I am trying (and failing) to correctly order my recursive CTE. My table consists of a parent-child structure where one task can relate to another on a variety of different levels.
For example I could create a task (this is the parent), then create a sub-task from this and then a sub-task from that sub-task and so forth..
Below is some test data that I have included. Currently it's ordered by Path
which orders it alphabetically.
So if I were to create a task. It would give me a TaskID for that task (Say 50) - I could then create 5 subtasks for that main task (51,52,53,54,55). I could then add sub-tasks to the 5 subtasks (51->56) (53->57) but when I want the order I would need it returning
So the order I would require it
- 50
- 51
- 56
- 52
- 53
- 57
- 54
- 55
- 51
Proper order of the test data
Here is the code that I have been using
DECLARE @TaskID NUMERIC(10,0)
SET @TaskID = 38
;WITH cte AS
(
SELECT
t.TaskID
,t.ParentID
,t.Title
,CONVERT(VARCHAR(MAX),'') AS [Nest]
,CONVERT(VARCHAR(MAX),'') AS [Path]
,t.CreatedDate
FROM
tasks.Tasks t
WHERE
t.ParentID IS NULL
AND t.TaskID = @TaskID
UNION ALL
SELECT
sub.TaskID
,sub.ParentID
,sub.Title
,cte.[Nest] + CONVERT(VARCHAR(MAX),sub.TaskID) AS [Nest]
,cte.[Path] + ',' + CONVERT(VARCHAR(MAX),sub.TaskID) AS [Path]
,sub.CreatedDate
FROM
tasks.Tasks sub
INNER JOIN cte ON cte.TaskID = sub.ParentID
)
SELECT
TaskID
,ParentID
,Title
,Nest
,[Path]
,CreatedDate
FROM (
SELECT
cte.TaskID
,cte.ParentID
,cte.Title
,NULLIF(LEN(cte.[Path]) - LEN(REPLACE(cte.[Path], ',', '')),0) Nest
,CONVERT(VARCHAR(25),@TaskID) + cte.[Path] AS [Path]
,cte.CreatedDate
FROM
cte
)a
ORDER BY
a.[Path]
I have a feeling it will be blindingly obvious but I'm really not sure how to proceed. I thought about more recursion, functions, splitting the string with no success.
Apologies if I'm not being clear
The easiest way would be to pad the keys to a fixed length. e.g.
038,007
will be ordered before038,012
But the padding length would have to be safe for the largest taskid. Although you could keep yourpath
trimmed for readability and create an extra padded field for sorting.A somewhat safer version would be to do the same, but create a padded path from row_numbers. Where the padding size would have to be big enough to support the maximum number of sub items.
You could probably go more fancy than a fixed subitem length, determining the amount of subitems and basing the padding on said length. Or using numbered rows based on the amount of siblings and traverse in reverse direction and maybe (just spouting some untested thoughts), but using a simple ordered path is likely enough.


WORK REQUIRED:
Only lines containing the string "element" belong in the answer; find them in the records and copy them.

Stored dataset items:
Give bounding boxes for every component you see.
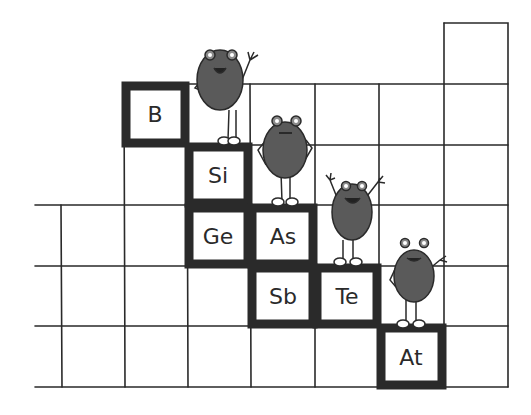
svg-text:Si: Si	[208, 163, 228, 188]
svg-text:B: B	[147, 102, 162, 127]
periodic-table-illustration: B Si Ge As Sb Te At	[0, 0, 531, 415]
svg-text:Sb: Sb	[269, 284, 297, 309]
element-sb: Sb	[252, 268, 313, 324]
element-b: B	[126, 86, 185, 143]
svg-text:At: At	[399, 345, 423, 370]
element-as: As	[252, 208, 313, 264]
element-te: Te	[317, 268, 377, 324]
element-si: Si	[189, 147, 248, 203]
element-at: At	[381, 328, 442, 385]
element-ge: Ge	[189, 208, 248, 264]
creature-waving-right-icon	[390, 239, 447, 329]
svg-text:Ge: Ge	[203, 224, 234, 249]
creature-cheering-icon	[326, 173, 385, 266]
svg-text:As: As	[270, 224, 297, 249]
creature-hands-on-hips-icon	[258, 116, 312, 206]
creature-waving-icon	[195, 50, 258, 145]
svg-text:Te: Te	[334, 284, 358, 309]
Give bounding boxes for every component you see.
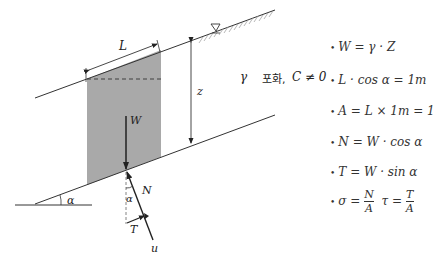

EXERCISE SOLUTION:
element-sb: Sb	[252, 268, 313, 324]
element-b: B	[126, 86, 185, 143]
element-as: As	[252, 208, 313, 264]
element-te: Te	[317, 268, 377, 324]
element-si: Si	[189, 147, 248, 203]
element-at: At	[381, 328, 442, 385]
element-ge: Ge	[189, 208, 248, 264]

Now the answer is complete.